So long as you have blood, ticks will try to bite you. Increasing the taxes would be a good way to increase tax revenue, and we should do it, and corporate real estate investors will fight it like hell, but there isn’t any reason to think it will discourage predatory behaviors.
If they can make more money selling and lending on the property, you get the 2008 bubble all over again.
Capitalists are going to capitalize. Regulation is the only weapon against abuse. Taxes are a good start, but it won’t be enough.
Defense in depth. One’s a more difficult target and it’d be foolish to abandon a near term improvement because we want a better option 10 years down the road. Do both.
Yeah, you’re not going to tax parasites off the host.

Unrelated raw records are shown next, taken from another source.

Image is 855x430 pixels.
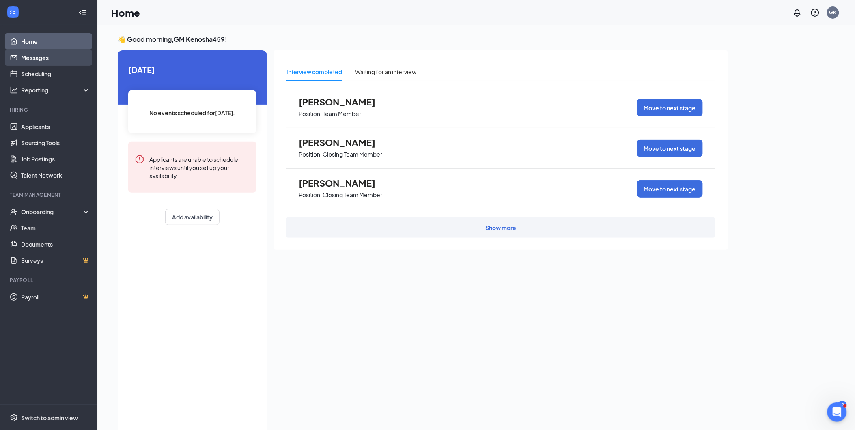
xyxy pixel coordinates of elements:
[10,414,18,422] svg: Settings
[21,414,78,422] div: Switch to admin view
[299,137,388,148] span: [PERSON_NAME]
[165,209,220,225] button: Add availability
[21,66,90,82] a: Scheduling
[838,401,847,408] div: 12
[10,192,89,198] div: Team Management
[299,97,388,107] span: [PERSON_NAME]
[299,178,388,188] span: [PERSON_NAME]
[21,208,84,216] div: Onboarding
[10,106,89,113] div: Hiring
[9,8,17,16] svg: WorkstreamLogo
[78,9,86,17] svg: Collapse
[323,191,382,199] p: Closing Team Member
[111,6,140,19] h1: Home
[323,151,382,158] p: Closing Team Member
[10,86,18,94] svg: Analysis
[829,9,837,16] div: GK
[21,252,90,269] a: SurveysCrown
[21,33,90,50] a: Home
[128,63,256,76] span: [DATE]
[637,180,703,198] button: Move to next stage
[793,8,802,17] svg: Notifications
[118,35,728,44] h3: 👋 Good morning, GM Kenosha459 !
[135,155,144,164] svg: Error
[150,108,235,117] span: No events scheduled for [DATE] .
[10,277,89,284] div: Payroll
[355,67,416,76] div: Waiting for an interview
[10,208,18,216] svg: UserCheck
[637,140,703,157] button: Move to next stage
[21,135,90,151] a: Sourcing Tools
[810,8,820,17] svg: QuestionInfo
[21,236,90,252] a: Documents
[299,191,322,199] p: Position:
[286,67,342,76] div: Interview completed
[21,220,90,236] a: Team
[299,110,322,118] p: Position:
[21,118,90,135] a: Applicants
[21,167,90,183] a: Talent Network
[323,110,361,118] p: Team Member
[21,86,91,94] div: Reporting
[21,151,90,167] a: Job Postings
[21,289,90,305] a: PayrollCrown
[485,224,516,232] div: Show more
[21,50,90,66] a: Messages
[149,155,250,180] div: Applicants are unable to schedule interviews until you set up your availability.
[827,403,847,422] iframe: Intercom live chat
[299,151,322,158] p: Position:
[637,99,703,116] button: Move to next stage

We need regulations limiting corporate ownership of residential property.
So long as the property is desirable to corporate owners, they will be fighting to get around those regulations.
By increasing the tax rate substantially on non-occupant owners, we make residential property far less lucrative for corporate owners.

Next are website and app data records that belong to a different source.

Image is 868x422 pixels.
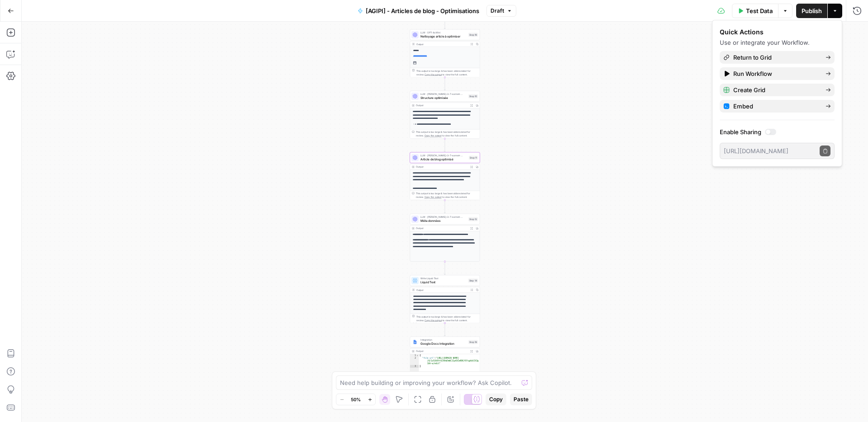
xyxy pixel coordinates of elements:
span: Nettoyage article à optimiser [420,34,466,38]
span: Create Grid [733,85,818,94]
span: [AGIPI] - Articles de blog - Optimisations [365,6,479,15]
span: Méta données [420,218,466,222]
span: Copy the output [425,196,441,198]
span: LLM · [PERSON_NAME]-3-7-sonnet-20250219 [420,92,466,96]
span: LLM · GPT-4o Mini [420,31,466,34]
g: Edge from step_12 to step_14 [445,261,446,275]
span: Liquid Text [420,280,466,284]
span: 50% [351,396,361,403]
span: Copy the output [425,135,441,137]
button: Paste [510,393,532,405]
div: Output [416,42,467,46]
span: Paste [513,395,529,404]
div: Output [416,287,467,291]
span: Use or integrate your Workflow. [719,39,809,46]
span: Copy the output [425,73,441,75]
div: Step 11 [469,156,478,159]
div: IntegrationGoogle Docs IntegrationStep 18Output{ "file_url":"[URL][DOMAIN_NAME] /d/1z53AAYrDJXHoE... [410,337,480,384]
button: Draft [487,5,516,17]
div: 2 [410,357,419,365]
span: Run Workflow [733,69,818,78]
g: Edge from step_14 to step_18 [445,323,446,336]
g: Edge from step_10 to step_11 [445,139,446,152]
img: Instagram%20post%20-%201%201.png [413,340,417,344]
div: Output [416,165,467,168]
div: Step 10 [468,94,478,98]
span: LLM · [PERSON_NAME]-3-7-sonnet-20250219 [420,215,466,219]
span: Embed [733,101,818,111]
span: Article de blog optimisé [420,157,467,161]
div: Step 16 [468,33,478,36]
span: Integration [420,338,466,342]
div: Step 18 [468,340,478,344]
span: Structure optimisée [420,96,466,100]
g: Edge from step_11 to step_12 [445,200,446,214]
div: Output [416,103,467,107]
span: Test Data [746,6,772,15]
span: Return to Grid [733,53,818,62]
div: This output is too large & has been abbreviated for review. to view the full content. [416,69,478,76]
div: This output is too large & has been abbreviated for review. to view the full content. [416,314,478,322]
div: This output is too large & has been abbreviated for review. to view the full content. [416,192,478,199]
button: Test Data [732,4,778,18]
div: This output is too large & has been abbreviated for review. to view the full content. [416,130,478,137]
span: Draft [490,7,504,15]
span: Toggle code folding, rows 1 through 3 [416,354,419,357]
span: Write Liquid Text [420,277,466,280]
div: Output [416,349,467,353]
div: Step 14 [468,279,478,282]
button: Copy [485,393,506,405]
div: LLM · [PERSON_NAME]-3-7-sonnet-20250219Article de blog optimiséStep 11Output**** **** **** **** *... [410,152,480,200]
div: 3 [410,365,419,368]
div: Quick Actions [719,27,834,36]
span: Copy the output [425,319,441,321]
div: Step 12 [468,217,478,221]
label: Enable Sharing [719,127,834,136]
button: Publish [796,4,827,18]
span: Publish [802,6,822,15]
g: Edge from step_16 to step_10 [445,77,446,91]
span: LLM · [PERSON_NAME]-3-7-sonnet-20250219 [420,154,467,157]
div: Output [416,226,467,230]
div: 1 [410,354,419,357]
button: [AGIPI] - Articles de blog - Optimisations [352,4,485,18]
g: Edge from step_15 to step_16 [445,16,446,29]
span: Google Docs Integration [420,341,466,346]
span: Copy [489,395,503,404]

When they can make more money selling and lending on the property than they can make renting it, mission accomplished.
So long as you have blood, ticks will try to bite you. Increasing the taxes would be a good way to increase tax revenue, and we should do it, and corporate real estate investors will fight it like hell, but there isn’t any reason to think it will discourage predatory behaviors.
If they can make more money selling and lending on the property, you get the 2008 bubble all over again.
Capitalists are going to capitalize. Regulation is the only weapon against abuse. Taxes are a good start, but it won’t be enough.
Defense in depth. One’s a more difficult target and it’d be foolish to abandon a near term improvement because we want a better option 10 years down the road. Do both.